@RexRed,
RexRed wrote:
georgeob1 wrote:
You haven't offered a solution either. Wind and solar power are so much more expensive than conventional sources that their mandated use (on a time scale consistent with those offered by AGW zealots) would cause mass starvation and political havoc.
There have been no facts yet established thast suggest that natural gas extraction will "ruin our water supply". Quite the contrary, the facts suggest the impacts are minimal and easily prevented. You are chasing prejudices and illusions here.
I have no idea what you mean by the following;
Quote:Every electron has enough energy to fuel this planet,
The fact is the energies associated with changes in electron & ionic reactions, whether through chemical or incident radiation (as in solar cells) are well known and hardly sufficient in any individual case to "fuel this planet". However a somewhat related physical phenomenon, the energy within unstable nuclides of abundant elements, is millions of times greater than any reactions involving mere electrons.
That is the real source of manageable safe mass energy production for the planet without any adverse effects on our atmosphere.
I am just paraphrasing Einstein when he said:
There is enough energy locked up in a grain of sand to boil 10 000 000 kettles and the energy equivalent of the average adult is about 7 x 1018 (7 000 000 000 000 000 000) joules of potential energy, enough to explode with the force of thirty hydrogen bombs!
You must likewise not understand that statement either.
On the contrary I apparently understand it far better than do you.
Your "paraphrase" of Einstein's words constituted a very fundsamental distortion of his essential point. That is that the mass energy in the nucleus of atoms is overwhelmingly greater than the potential chemical energy stored in its orbiting electrons. This means that the potential energy in nuclear fission and fusion reactions is vastly greater than that involved in combustion or other like chemical reactions or even the excitation of electrons by light photons in photovoltaic cells.
In view of that, I find your eagerness to criticize the use of emission-free nuclear power rather self-contradictory.
The observable fact here is that you merely use words and pohrases you don't understand, and you don't bother to match your prejudices with any apparent effort to understand the physics and engineering principles involved.
RexRed wrote:
Why? Because we have become complacent using primitive energy forms. Dark energy is only a theory now yet it is the only hypothesis that explains certain physical phenomenon. Were we to actually do some research and development into that field it could also yield new forms of usable free clean energy. It was worth it to spend billions to produce a bomb to blow up our neighbor but not worth it to solve our energy crisis. Seems like the wrong priorities. And you seem to be part of this very problem George. And what of when we run out of oil gas, coal, clean air and water? Oh then this path would be viable had we not already squandered away any chance of using it in a clean environment. You take for granted this earth and that these vital resources are finite while other forms of energy are nearly infinite.
The only complacency I see here is yours, in your rather amazing ignorance of the facts and lack of understanding of the physical principles you spout off so much here and the words of others that you recite and badly distort in your "paraphrasing". The fact is that the Manhattan Project staff recognized the energy generating potential of fission reactions well before they finished developing a bomb and indeed were operating power producing reactors at the Hanford site two years before the bomb was ready - that's how they produced the plutonium. Very soon after WWII we were avidly using this technology to "solve our energy crisis. Indeed for the past 40 years we have produced about 20% of our electrical power in nuclear reactors.
As for the rest, you merely amplify the reader's impression of the superficiality of your "knowledge" . Both Germany and Denmark have recently cut back on their government spending to subsidize wind power production. The reason ? It is beginning to dawn on them that government subsidies have the opposite of the intended effect on technological advancement : they tend to inhibit profit-motivated investment in risky technological improvements that might reduce the very high costs of these technologies. The result in Europe is that there have been none of the promised technical advances and no cost reductions, and they don't have enough money to go much beyond around 15% of their power consunption in it.
I believe you are the last person I have encountered who should be advocating technological development. You apparently don't understand high school physics, and, worse, you don't seem at all aware of your own limitations in this area. Not recognizing and acting on what you don't know is a good way to remain ignorant.
The Malthusian ideas you are spouting off were discredited many years ago.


(Exercise prompt)
Look through the listing and locate every line containing the word "Factory"; copy those lines.

(Excerpted data)
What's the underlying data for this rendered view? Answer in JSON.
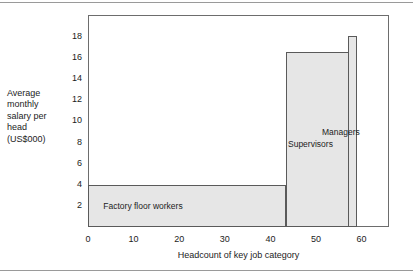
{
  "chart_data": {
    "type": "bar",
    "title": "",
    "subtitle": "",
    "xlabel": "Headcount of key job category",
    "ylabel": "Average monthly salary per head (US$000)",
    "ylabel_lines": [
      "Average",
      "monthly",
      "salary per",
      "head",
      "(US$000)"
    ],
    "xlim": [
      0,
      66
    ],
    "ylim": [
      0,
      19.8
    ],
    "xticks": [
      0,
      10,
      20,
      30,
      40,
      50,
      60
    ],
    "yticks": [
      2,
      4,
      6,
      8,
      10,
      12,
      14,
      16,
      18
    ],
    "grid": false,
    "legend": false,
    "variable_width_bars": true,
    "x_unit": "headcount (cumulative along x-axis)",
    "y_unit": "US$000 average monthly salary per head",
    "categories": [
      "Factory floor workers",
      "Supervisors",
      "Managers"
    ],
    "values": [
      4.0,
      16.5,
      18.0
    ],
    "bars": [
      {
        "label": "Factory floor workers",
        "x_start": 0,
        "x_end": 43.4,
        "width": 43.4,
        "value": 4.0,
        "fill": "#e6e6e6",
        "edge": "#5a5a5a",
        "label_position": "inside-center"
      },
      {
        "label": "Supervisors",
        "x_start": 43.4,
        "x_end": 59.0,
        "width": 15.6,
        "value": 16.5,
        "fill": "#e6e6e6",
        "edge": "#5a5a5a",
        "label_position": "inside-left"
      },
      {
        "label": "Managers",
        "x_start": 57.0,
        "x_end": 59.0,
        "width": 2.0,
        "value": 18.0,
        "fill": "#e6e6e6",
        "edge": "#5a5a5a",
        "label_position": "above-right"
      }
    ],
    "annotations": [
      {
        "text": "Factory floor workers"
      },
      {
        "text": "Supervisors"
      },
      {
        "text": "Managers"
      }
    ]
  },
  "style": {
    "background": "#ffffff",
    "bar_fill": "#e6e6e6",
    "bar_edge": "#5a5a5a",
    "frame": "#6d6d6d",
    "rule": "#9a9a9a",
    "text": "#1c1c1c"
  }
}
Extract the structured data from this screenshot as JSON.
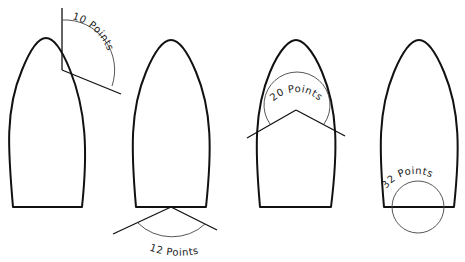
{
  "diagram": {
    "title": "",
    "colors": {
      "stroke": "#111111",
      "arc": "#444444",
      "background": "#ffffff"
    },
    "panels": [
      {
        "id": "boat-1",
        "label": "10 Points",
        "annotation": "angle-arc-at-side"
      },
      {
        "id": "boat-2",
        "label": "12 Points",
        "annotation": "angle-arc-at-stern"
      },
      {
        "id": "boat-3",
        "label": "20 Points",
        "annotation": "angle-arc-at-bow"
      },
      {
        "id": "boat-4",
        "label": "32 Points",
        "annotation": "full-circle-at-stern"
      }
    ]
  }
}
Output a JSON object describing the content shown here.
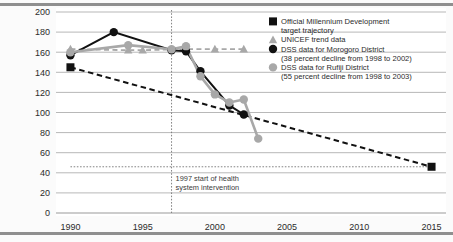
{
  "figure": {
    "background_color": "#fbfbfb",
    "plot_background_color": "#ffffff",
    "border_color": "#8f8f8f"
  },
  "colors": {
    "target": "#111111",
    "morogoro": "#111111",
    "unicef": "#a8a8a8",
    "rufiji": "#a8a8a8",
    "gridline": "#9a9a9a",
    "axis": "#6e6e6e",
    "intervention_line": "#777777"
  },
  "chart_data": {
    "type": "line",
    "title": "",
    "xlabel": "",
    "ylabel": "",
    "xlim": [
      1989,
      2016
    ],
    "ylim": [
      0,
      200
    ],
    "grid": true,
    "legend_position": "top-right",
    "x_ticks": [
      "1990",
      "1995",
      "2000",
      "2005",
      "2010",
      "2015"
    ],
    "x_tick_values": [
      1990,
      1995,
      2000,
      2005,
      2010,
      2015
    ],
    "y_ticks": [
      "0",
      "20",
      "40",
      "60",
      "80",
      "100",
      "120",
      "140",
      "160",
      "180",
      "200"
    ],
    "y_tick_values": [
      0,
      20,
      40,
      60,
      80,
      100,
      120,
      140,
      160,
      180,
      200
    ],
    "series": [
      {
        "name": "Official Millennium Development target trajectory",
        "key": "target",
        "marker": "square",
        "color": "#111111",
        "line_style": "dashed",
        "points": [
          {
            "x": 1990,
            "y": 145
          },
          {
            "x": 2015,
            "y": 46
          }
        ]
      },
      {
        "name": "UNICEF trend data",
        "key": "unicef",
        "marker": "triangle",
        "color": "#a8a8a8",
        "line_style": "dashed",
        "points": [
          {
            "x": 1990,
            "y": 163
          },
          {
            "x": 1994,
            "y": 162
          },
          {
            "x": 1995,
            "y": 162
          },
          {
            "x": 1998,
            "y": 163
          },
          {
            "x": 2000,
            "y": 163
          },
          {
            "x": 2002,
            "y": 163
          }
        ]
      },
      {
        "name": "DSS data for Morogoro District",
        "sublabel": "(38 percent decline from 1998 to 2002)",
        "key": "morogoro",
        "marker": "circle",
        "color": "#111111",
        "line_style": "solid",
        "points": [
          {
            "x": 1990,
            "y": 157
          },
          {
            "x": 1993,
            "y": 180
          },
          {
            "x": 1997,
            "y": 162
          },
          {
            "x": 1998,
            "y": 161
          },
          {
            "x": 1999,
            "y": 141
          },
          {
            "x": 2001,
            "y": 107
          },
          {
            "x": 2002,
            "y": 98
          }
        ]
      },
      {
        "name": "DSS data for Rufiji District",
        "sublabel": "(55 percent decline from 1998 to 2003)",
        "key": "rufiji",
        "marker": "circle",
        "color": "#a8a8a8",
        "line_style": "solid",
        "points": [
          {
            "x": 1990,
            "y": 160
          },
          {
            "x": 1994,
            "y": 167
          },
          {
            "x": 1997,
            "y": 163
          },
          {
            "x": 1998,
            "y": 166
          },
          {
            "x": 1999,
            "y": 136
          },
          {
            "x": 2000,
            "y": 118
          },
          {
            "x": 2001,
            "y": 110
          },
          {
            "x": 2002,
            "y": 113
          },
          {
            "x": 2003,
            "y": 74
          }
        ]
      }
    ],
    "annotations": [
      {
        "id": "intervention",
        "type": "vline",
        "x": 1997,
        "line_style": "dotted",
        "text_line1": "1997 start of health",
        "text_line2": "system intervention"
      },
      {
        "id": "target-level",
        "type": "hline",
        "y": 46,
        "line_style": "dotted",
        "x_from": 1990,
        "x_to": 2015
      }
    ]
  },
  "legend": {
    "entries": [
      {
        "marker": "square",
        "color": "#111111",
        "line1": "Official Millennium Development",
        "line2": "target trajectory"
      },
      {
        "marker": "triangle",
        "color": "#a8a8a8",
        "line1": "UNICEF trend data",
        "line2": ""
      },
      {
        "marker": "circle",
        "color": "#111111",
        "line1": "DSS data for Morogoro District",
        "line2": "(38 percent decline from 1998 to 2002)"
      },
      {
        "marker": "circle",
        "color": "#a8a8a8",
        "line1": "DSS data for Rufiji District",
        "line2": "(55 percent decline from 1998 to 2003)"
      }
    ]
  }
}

* * *

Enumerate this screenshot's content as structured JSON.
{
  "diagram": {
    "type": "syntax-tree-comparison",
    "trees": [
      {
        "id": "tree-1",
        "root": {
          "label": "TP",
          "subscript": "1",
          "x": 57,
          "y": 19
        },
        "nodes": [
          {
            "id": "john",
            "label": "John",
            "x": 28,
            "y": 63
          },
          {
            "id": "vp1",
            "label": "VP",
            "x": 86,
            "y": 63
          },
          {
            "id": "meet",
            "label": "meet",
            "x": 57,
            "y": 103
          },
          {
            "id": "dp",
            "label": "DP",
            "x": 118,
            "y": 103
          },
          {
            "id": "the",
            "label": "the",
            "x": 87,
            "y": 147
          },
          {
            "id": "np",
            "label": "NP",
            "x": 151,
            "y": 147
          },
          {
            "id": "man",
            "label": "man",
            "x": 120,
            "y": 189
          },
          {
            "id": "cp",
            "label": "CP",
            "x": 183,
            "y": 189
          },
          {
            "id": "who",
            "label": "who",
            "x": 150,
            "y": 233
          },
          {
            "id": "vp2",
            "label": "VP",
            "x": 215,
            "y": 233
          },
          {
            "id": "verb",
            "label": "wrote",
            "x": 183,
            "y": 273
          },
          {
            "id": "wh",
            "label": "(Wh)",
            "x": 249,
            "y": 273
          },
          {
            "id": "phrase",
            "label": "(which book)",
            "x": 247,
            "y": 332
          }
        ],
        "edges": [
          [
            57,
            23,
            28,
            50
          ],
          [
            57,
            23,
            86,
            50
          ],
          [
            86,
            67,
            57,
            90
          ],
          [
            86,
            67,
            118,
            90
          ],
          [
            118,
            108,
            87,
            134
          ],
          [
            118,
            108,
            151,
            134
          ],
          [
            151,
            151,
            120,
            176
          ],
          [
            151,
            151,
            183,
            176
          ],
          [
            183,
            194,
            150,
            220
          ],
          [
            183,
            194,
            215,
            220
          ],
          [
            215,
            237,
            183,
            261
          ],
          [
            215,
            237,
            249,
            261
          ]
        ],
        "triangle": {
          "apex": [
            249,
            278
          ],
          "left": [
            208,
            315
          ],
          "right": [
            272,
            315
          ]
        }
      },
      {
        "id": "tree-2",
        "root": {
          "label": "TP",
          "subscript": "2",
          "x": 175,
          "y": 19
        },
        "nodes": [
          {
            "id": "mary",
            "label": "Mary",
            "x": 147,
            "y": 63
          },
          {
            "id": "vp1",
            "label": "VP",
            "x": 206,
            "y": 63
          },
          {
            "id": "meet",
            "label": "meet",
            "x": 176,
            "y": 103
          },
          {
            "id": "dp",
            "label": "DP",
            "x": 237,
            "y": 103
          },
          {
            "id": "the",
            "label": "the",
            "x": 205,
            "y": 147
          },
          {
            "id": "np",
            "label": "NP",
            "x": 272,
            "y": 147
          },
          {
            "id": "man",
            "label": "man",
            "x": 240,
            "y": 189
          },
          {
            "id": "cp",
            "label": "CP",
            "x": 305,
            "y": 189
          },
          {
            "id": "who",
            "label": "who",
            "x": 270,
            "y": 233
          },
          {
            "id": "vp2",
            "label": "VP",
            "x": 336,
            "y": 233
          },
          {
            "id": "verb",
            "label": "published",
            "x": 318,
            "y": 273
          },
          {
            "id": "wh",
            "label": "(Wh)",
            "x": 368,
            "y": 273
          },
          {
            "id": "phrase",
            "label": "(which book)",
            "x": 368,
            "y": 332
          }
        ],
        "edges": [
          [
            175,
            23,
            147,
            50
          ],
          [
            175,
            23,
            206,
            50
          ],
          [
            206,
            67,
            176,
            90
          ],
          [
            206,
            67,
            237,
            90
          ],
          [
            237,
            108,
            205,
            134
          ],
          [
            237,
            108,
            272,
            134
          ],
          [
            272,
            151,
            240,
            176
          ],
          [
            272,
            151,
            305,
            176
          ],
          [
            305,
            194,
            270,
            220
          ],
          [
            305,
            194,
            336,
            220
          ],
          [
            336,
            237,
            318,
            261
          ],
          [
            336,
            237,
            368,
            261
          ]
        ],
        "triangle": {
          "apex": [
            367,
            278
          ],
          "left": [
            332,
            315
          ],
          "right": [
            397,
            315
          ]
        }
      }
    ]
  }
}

(Exercise answer)
      "Factory floor workers",
        "label": "Factory floor workers",
        "text": "Factory floor workers"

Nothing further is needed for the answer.